On Mon, 23.05.11 10:35, Roger Leigh (rleigh at codelibre.net) wrote:

> On Mon, May 23, 2011 at 01:10:32AM +0200, Richard Hartmann wrote:
> > On Sun, May 22, 2011 at 22:35, Roger Leigh <rleigh at codelibre.net> wrote:
> > 
> > > Do we want to allow users to create files under /run, or reserve it
> > > solely for system use?
> > 
> > No, that is why I wanted user-specific directories.
> 
> From the POV of the system being guaranteed to be able to create
> files in /run e.g. when starting a service, or to be able to continue
> to append to datafiles (samba), you do not want the user to be able
> to fill up that filesystem.  It's especially important here because
> there's no 5% "reserved" blocks like on ext, so any user could, either
> accidentally or deliberately, break the entire system.  I really don't
> want that, and this does need to be considered lest our systems
> become vulerable to simple local DoS.

This is a general problem by which /dev/shm, /tmp and /run/user
suffer. It's on the todo list to fix this in the kernel by providing
something quota-like (for example an rlimit) on tmpfs.

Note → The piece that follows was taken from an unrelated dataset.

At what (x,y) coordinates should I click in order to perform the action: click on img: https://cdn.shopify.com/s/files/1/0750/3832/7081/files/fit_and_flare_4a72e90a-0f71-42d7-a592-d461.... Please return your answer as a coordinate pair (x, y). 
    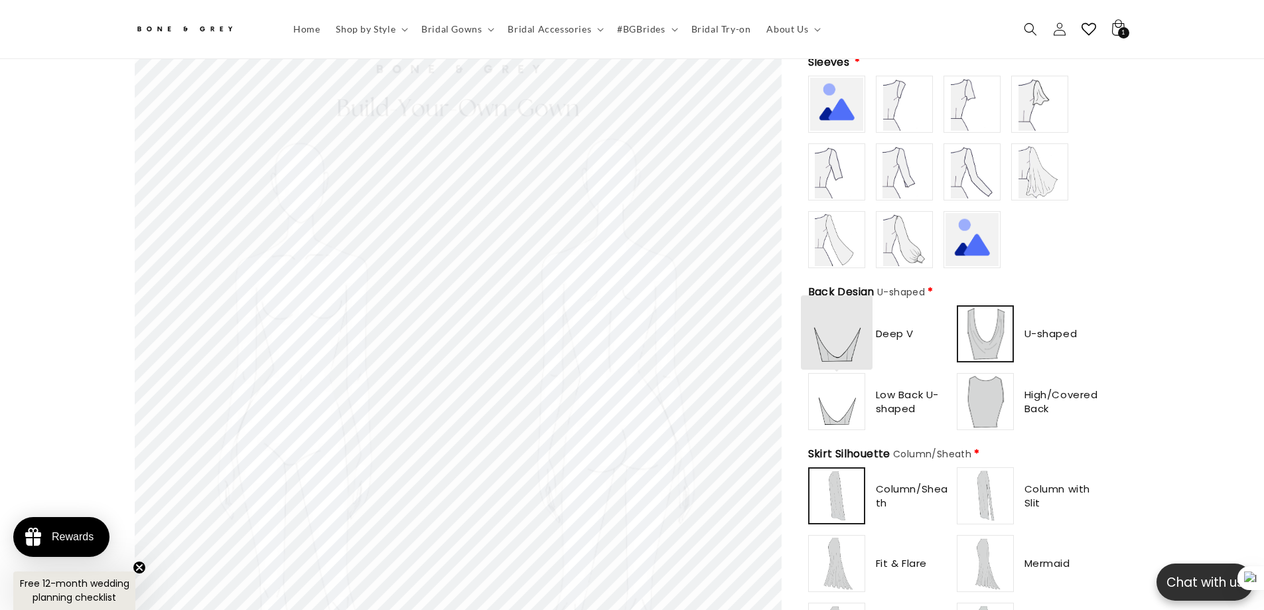
    Looking at the image, I should click on (837, 563).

> > > What makes /tmp unsuitable for this purpose?  It's already possible
> > > to securely create directories owned by the user there, and these
> > > runtime files are, by definition, temporary.
> > 
> > /tmp will most likely be cleared out from time to time. /run is guaranteed to.
> 
> I don't agree with either of these assertions.
> 
> - /tmp isn't cleaned by default.

It is on most distributions I think (maybe not Debian though, but they
should fix that.)

> - /run/user won't be cleaned by default either.

Please read the XDG_RUNTIME_DIR spec. Its a *MUST* that this directory
is removed after a complete logout.

> However, consider that on a busy or long running system that you'll
> end up with stray session directories under /run/user as well. 

That would be a weakness in your implementation. On a systemd system
this doesn't happen.

> At that point you'll be in the same situation as /tmp, and you'll
> need to clean them *both*...  In consequence, I don't think that /run
> is a better choice than /tmp.

I think PulsedAudio is the only application that ever got it right
placing a socket in /tmp. And the code for that is massive. I am not
sure you understand the complexity of this. i.e. You need to create a
random directory in /tmp, and then add a symlink in $HOME to that dir,
so that you can access it under a well-defined name. The complexity now
is added on top of that in that this symlink needs to include a machine
id of some kind to not break NFS, and you need to ensure that the
directory in /tmp is really yours in case /tmp was cleaned up since you
created the dir in it. That is just crazy. In fact the entirety of /tmp
is just a gigantic fuckup.

The advantages of /run/user/$USER is the guaranteed cleanup and private
namespace, which makes it very easy to write safe code that doesn't
pollute the file systemd over long.

> If we do go this route, I'll have to make /run/user an additional
> tmpfs mount for Debian to make it safe.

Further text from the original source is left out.